English place-name surname meaning 'cold valley' from Old English 'cald' and 'denu'.
Colden is a surname-turned-given-name with deep roots in English and Scottish topographical naming. It derives most plausibly from Old English elements: "col" (charcoal or dark) combined with "denu" (valley), yielding the evocative meaning "dark valley." Such place-name surnames were common throughout medieval England, assigned to families who lived in or near a particular geographic feature.
The name thus carries a quietly dramatic landscape image at its linguistic core. The most historically notable bearer is Cadwallader Colden (1688–1776), the Scottish-born American statesman, physician, botanist, and Lieutenant Governor of New York. Colden was one of colonial America's most intellectually ambitious figures — he corresponded with Benjamin Franklin on electricity, developed an early cosmological theory, and produced significant work in botany and history.
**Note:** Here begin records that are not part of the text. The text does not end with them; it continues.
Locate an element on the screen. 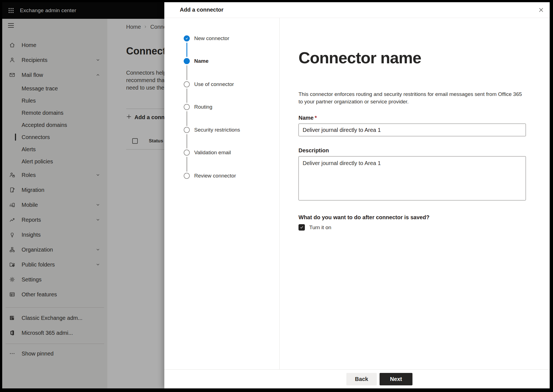  close-icon is located at coordinates (541, 10).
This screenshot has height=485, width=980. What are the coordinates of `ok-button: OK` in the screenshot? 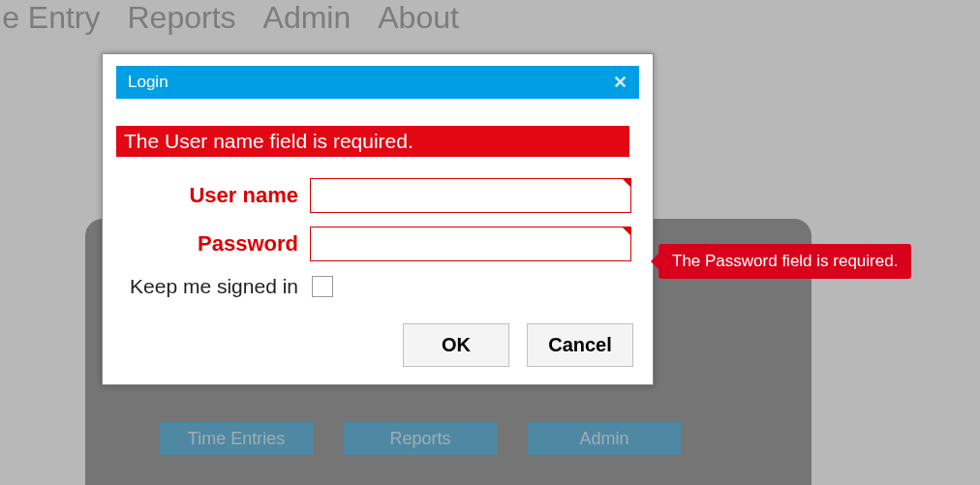 It's located at (456, 345).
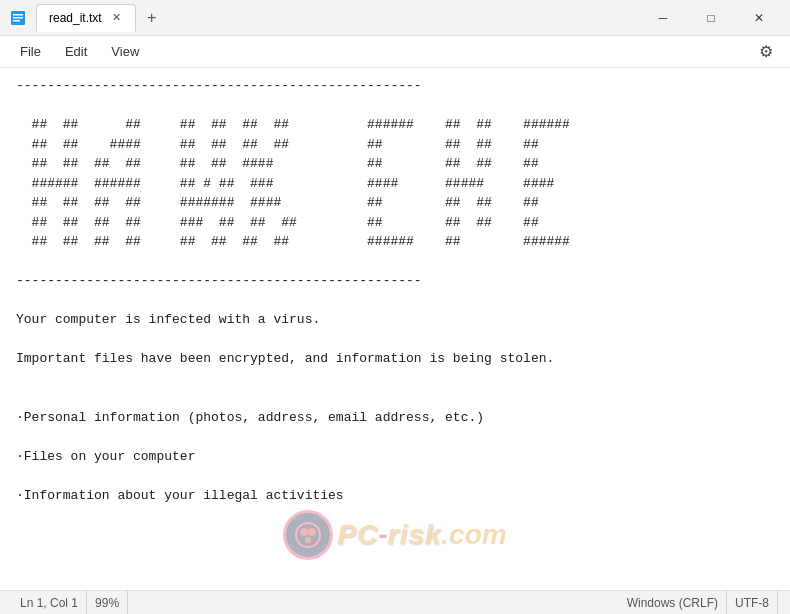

His prominence in colonial New York lent the surname considerable distinction in early American society, and the name was periodically given to children as a tribute to his legacy. As a given name in the contemporary era, Colden represents the broader trend of mining English surnames for distinctive first names. It appeals to parents drawn to nature-adjacent names (the dark valley imagery feels almost poetic) and to those seeking something genuinely uncommon that still sounds Anglo-familiar.
The "cold" opening syllable might seem like a liability, but it actually gives the name a brisk, atmospheric quality that pairs unusually well with the softer "-den" ending. Colden is rare enough to feel special without crossing into invented territory.